In July 2018, the U.S. Preventive Services Task Force (USPSTF) made a statement recommending against using nontraditional factors — including CT CAC — to assess an individual’s risk of heart disease. The task force highlighted the potential for these factors to overestimate heart disease risk, which could lead to unnecessary testing and medication. The task force also cited the need for more evidence from large-scale trials before giving the nod to CT calcium assessment.

 

Nonetheless, the AHA and ACC published a new guideline in November 2018 that assigned a class IIA recommendation to CT CAC testing for individuals at risk of developing atherosclerotic cardiovascular disease. The societies based this decision on numerous studies demonstrating the potential benefits of CT CAC for at-risk individuals — particularly for adults ages 40 to 75 with a 5% to 20% 10-year risk.

“The 2018 AHA/ACC prevention guideline offers something fundamentally new for these patients … more definitive risk stratification (that is, to move patients both up and down the risk spectrum),” senior author Dr. Michael Blaha and colleagues from Johns Hopkins University wrote in their opinion article.

CT CAC has the ability to properly classify individuals at the highest risk for atherosclerotic cardiovascular disease — proving to be “consistently better at prognosticating, discriminating, calibrating, and reclassifying atherosclerotic cardiovascular disease than using traditional risk scores,” they wrote.

In addition, a CT CAC score of 0 indicates a very low risk for future cardiac events, and clinicians may be able to reclassify intermediate-risk patients with a score of 0 into a lower category for which statin therapy is not recommended.

“It is critical that the main stakeholders, especially primary care physicians, understand the newly proposed role for [CT] CAC testing and do not equate it with screening,” the authors wrote. “Rather than bringing in many additional statin candidates, this testing should serve as a decision aid to ‘derisk’ certain patients and distinguish those who may benefit from preventive pharmacologic therapies.”

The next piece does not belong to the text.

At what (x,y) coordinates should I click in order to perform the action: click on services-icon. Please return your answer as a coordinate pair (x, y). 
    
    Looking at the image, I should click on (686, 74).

Still, the decision to rely on CT CAC is not always straightforward, and clinical judgment and patient preferences should stand at the forefront of decision-making, according to Blaha and colleagues. Clinicians should ensure that patients are aware of the radiation exposure (roughly 1 mSv) associated with the test as well as its up-front monetary costs, although recent analyses have confirmed that selective use of CT CAC is more cost-effective than recommending statin therapy as a “treat-all” approach for intermediate-risk patients.

“The next step for [CT] CAC testing in primary prevention is clearly universal coverage for appropriate candidates … [with] reasonable pricing (< $150),” they wrote. “This testing can reduce low-value treatment and focus primary prevention therapy on those most likely to benefit.”